I'm still pretty new to WPF, so I'm not sure how to go about this, on the Xaml side. I think what I need to do is create two named styles, for example one called DayStyle and another called NightStyle. Then I need to add triggers somewhere to change the style applied to the controls when the TimeOfDay
property changes. Is that right?
Do I just change the background and foreground colors of the controls by type? Can I do it by element name?
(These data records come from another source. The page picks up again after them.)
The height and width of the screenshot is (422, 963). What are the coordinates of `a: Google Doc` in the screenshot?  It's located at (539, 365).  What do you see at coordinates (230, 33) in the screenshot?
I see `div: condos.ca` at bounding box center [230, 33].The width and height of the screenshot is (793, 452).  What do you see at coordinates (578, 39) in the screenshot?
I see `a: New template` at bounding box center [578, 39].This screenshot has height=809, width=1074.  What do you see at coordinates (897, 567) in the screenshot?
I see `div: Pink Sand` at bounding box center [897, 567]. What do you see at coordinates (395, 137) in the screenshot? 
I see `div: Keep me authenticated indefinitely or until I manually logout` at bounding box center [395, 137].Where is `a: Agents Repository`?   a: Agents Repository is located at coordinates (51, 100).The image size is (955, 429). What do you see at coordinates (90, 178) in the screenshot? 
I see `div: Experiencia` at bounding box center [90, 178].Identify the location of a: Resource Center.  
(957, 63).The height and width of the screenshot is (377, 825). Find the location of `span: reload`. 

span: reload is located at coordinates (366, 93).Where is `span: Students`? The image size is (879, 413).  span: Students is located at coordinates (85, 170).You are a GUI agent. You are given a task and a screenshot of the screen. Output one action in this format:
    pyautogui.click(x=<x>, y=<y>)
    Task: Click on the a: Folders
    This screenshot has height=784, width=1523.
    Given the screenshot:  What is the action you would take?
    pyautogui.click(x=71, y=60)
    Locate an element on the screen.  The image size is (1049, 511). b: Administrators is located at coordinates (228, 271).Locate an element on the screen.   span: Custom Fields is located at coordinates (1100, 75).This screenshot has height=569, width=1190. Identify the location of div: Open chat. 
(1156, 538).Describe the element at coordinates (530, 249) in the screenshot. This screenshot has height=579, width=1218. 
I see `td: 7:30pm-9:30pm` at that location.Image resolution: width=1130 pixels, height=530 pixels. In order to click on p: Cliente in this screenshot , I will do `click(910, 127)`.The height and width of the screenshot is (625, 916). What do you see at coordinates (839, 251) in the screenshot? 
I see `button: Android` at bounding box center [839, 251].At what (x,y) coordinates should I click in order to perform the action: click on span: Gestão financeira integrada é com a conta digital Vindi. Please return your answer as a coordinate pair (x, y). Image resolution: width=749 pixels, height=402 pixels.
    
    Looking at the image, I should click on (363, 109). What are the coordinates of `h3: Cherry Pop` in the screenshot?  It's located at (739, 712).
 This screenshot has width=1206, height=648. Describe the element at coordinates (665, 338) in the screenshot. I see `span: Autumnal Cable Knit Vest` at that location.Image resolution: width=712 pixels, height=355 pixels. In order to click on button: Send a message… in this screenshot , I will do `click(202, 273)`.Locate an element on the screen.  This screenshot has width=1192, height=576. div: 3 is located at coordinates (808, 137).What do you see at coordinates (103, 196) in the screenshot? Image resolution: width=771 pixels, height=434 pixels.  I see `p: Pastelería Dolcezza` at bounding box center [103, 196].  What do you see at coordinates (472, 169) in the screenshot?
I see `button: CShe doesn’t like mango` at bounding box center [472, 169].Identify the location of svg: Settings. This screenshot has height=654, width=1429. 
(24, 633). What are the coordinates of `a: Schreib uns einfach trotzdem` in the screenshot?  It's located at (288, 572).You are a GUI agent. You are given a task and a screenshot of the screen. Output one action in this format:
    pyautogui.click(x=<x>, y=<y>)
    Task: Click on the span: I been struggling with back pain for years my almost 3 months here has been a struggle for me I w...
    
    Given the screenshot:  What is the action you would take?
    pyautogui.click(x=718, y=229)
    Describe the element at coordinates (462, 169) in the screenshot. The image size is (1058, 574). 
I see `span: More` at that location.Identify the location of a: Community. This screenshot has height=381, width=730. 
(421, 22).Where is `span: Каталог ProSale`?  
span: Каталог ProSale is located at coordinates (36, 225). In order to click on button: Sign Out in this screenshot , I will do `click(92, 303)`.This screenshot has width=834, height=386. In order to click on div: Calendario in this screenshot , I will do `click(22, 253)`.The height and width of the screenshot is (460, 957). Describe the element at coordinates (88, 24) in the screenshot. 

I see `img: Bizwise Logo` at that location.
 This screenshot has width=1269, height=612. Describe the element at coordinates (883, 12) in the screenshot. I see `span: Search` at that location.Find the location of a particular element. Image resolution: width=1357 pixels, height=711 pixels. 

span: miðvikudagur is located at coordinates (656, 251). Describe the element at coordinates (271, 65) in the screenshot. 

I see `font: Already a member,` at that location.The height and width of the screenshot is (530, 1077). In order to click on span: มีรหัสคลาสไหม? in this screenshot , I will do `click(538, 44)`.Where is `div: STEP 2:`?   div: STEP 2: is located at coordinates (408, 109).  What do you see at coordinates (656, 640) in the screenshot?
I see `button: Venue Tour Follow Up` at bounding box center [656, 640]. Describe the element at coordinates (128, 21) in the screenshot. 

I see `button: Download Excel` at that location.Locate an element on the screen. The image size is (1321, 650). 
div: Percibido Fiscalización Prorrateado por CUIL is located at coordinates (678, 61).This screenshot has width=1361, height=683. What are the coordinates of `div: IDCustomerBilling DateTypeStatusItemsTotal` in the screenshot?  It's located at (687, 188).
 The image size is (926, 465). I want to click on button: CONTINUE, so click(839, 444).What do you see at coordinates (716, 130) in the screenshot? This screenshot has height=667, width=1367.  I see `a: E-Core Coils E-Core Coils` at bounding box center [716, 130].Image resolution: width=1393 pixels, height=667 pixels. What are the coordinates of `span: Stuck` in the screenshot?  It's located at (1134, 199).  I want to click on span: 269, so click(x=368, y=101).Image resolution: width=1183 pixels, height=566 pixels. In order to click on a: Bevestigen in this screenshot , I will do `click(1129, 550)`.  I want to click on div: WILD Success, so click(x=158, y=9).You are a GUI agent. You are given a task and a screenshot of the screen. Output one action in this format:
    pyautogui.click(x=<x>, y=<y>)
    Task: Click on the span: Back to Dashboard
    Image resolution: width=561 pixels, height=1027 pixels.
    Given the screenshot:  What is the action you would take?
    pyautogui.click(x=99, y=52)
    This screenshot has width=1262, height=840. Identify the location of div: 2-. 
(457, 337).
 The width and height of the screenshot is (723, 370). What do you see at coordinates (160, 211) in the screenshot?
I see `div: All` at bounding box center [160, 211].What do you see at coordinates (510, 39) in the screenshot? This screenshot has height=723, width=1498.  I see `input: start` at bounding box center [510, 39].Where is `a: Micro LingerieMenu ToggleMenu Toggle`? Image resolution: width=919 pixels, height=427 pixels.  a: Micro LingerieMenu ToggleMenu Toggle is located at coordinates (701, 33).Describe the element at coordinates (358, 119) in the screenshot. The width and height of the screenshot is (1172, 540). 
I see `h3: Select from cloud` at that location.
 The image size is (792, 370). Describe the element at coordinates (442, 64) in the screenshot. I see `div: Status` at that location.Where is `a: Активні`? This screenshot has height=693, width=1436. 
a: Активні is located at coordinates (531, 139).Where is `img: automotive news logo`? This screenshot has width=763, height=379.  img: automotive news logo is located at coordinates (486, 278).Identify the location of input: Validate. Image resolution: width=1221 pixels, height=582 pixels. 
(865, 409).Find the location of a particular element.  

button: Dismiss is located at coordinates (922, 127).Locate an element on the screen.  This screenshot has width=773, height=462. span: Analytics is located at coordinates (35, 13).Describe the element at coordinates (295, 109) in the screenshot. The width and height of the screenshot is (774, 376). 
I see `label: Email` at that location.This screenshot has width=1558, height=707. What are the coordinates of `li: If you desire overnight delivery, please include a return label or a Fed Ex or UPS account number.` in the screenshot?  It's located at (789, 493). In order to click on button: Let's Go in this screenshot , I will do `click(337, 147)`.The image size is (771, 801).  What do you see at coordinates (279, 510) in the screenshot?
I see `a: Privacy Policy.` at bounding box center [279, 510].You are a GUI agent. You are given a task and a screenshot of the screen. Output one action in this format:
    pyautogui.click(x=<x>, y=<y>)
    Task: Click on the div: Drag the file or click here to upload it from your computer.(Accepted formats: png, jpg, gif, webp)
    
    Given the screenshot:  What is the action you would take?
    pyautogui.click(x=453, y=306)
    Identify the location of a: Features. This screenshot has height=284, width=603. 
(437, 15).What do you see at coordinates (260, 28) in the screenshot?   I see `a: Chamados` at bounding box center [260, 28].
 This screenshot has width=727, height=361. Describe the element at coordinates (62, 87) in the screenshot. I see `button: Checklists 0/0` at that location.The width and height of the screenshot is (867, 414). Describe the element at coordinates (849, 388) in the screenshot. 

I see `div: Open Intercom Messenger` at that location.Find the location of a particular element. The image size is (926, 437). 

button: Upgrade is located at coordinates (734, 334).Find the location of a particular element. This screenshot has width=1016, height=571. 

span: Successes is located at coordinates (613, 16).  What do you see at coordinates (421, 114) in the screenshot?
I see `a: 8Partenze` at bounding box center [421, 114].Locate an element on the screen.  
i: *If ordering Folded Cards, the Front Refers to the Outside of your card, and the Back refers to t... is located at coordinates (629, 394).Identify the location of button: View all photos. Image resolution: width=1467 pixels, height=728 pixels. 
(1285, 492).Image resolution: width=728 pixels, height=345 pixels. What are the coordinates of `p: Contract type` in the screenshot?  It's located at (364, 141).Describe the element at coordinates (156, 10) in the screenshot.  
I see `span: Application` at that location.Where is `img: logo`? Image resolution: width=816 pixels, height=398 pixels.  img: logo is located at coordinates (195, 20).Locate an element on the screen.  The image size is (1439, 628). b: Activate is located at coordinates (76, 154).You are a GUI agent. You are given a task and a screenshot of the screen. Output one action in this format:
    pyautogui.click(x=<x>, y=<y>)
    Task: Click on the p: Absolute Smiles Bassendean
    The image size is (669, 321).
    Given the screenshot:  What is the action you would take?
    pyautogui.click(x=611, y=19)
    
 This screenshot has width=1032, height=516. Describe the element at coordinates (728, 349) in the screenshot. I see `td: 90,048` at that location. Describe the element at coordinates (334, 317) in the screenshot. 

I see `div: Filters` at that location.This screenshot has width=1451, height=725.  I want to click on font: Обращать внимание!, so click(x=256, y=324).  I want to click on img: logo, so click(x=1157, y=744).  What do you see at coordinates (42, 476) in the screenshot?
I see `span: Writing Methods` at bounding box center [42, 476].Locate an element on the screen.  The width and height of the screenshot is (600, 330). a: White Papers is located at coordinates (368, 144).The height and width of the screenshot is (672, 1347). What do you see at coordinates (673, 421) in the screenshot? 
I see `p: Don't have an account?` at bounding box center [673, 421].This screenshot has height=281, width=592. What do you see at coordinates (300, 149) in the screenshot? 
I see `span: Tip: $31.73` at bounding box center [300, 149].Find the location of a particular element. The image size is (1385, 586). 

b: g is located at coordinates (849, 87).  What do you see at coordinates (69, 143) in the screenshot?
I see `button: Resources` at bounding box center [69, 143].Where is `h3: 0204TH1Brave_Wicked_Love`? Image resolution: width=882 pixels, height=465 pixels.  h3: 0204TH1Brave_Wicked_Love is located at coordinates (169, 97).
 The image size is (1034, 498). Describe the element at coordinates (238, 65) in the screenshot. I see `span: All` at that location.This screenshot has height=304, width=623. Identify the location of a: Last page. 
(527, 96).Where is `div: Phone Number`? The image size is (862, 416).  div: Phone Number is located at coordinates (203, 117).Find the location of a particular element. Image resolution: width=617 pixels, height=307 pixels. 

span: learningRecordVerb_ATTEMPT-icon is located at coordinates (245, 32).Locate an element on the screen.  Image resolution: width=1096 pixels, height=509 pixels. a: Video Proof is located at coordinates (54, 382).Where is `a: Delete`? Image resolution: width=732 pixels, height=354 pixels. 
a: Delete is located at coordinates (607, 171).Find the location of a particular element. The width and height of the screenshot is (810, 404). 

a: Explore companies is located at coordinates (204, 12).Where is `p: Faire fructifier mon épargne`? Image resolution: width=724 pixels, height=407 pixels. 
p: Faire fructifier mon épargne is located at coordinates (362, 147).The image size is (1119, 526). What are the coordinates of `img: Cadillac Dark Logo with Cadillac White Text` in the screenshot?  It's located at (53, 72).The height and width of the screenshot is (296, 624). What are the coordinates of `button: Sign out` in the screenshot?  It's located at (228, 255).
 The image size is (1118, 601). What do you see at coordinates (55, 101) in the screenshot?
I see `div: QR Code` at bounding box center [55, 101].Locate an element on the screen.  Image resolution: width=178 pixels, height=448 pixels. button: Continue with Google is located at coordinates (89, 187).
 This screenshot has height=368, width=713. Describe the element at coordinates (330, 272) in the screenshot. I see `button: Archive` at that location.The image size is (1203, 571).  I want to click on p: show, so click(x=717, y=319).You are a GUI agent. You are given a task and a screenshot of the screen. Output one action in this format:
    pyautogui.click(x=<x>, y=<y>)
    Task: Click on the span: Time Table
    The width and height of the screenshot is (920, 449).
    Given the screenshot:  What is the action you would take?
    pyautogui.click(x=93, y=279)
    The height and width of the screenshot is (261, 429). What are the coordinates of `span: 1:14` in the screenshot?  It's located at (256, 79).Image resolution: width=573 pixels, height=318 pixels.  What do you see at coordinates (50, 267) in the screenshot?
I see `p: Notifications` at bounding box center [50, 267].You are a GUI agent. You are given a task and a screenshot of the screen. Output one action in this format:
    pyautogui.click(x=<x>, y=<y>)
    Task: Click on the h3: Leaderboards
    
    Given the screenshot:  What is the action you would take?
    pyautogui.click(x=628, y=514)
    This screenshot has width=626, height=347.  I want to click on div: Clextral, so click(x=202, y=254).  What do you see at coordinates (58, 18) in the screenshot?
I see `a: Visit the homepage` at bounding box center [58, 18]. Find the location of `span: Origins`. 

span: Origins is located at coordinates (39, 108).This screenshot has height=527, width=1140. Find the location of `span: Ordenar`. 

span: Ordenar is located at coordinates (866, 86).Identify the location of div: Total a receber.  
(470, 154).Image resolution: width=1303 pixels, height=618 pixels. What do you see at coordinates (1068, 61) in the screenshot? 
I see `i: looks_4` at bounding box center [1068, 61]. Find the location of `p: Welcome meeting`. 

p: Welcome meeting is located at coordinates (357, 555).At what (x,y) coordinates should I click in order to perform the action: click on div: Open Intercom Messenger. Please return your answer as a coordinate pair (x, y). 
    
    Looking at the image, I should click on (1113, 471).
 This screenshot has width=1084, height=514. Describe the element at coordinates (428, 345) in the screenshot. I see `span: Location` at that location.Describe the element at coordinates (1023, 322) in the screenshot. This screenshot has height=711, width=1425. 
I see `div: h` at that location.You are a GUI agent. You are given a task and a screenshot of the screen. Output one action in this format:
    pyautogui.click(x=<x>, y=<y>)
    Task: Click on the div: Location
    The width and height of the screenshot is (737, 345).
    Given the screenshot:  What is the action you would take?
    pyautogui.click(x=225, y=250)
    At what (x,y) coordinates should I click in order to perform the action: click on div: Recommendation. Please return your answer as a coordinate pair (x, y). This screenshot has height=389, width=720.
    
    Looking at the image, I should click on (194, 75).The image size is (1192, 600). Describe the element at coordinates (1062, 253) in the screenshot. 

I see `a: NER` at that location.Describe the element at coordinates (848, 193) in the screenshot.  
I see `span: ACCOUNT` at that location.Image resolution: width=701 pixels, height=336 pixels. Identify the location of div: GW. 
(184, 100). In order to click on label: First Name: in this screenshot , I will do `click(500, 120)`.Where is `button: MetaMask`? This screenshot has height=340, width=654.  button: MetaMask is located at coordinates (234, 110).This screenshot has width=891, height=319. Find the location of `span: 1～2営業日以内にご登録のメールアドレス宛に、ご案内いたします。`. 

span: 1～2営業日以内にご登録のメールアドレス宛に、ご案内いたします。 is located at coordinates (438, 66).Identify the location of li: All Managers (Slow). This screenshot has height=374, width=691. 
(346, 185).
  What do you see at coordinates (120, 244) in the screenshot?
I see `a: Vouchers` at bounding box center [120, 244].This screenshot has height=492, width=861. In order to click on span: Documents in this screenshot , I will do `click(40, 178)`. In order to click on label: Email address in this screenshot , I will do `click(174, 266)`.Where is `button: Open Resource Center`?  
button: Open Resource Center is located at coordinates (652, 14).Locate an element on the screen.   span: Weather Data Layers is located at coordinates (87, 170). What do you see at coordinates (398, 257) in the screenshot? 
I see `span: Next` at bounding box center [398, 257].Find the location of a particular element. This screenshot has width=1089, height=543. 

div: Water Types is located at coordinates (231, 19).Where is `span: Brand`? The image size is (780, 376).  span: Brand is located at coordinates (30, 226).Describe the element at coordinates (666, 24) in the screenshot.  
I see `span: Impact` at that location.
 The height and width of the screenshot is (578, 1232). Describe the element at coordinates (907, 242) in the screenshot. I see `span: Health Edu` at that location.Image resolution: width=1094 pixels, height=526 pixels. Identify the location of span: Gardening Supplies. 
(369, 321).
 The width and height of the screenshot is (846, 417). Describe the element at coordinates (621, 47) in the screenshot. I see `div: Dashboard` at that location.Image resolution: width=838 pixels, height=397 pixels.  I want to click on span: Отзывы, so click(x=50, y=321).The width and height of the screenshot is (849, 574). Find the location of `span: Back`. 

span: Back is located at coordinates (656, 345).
I'm very fuzzy on all of this. Any help would be appreciated.
Tony
Upvotes: 0
Views: 343
Reputation: 292425
I wouldn't duplicate the style, because I hate duplicated code... You could easily achieve that with a trigger in the ControlTemplate
:
<Trigger Property="TimeOfDay" Value="NightTime">
<Setter TargetName="someControl" Property="Background" Value="Black" />
<Setter TargetName="someOtherControl" Property="ForeGround" Value="Yellow" />
...
</Trigger>
Another option is to use the technique I described here. This way you don't even need to put the TimeOfDay
information on the control itself, it can be an ambient property.
Upvotes: 0
Reputation: 32515
Follow this guide: http://weblogs.asp.net/psheriff/archive/2009/12/01/load-resource-dictionaries-at-runtime-in-wpf.aspx
DynamicResource
s.Basically, you are looking to "skin" your application. The code that loads in your resource file can take advantage of the TimeOfDay
enumeration.
If you want it automated you can even have some static class that has a timer to automatically attempt to change the resource and set the timer on the application startup. :)
Upvotes: 0
Reputation: 184516
Each control has a DepenencyProperty called TimeOfDay of the TimesDay enumeration type.
Don't do that, just create two complete themes in separate ResourceDictionaries
which you then can switch via the MergedDictionaries
in the Application.Resources
. There is no need to put the day-time information on the controls.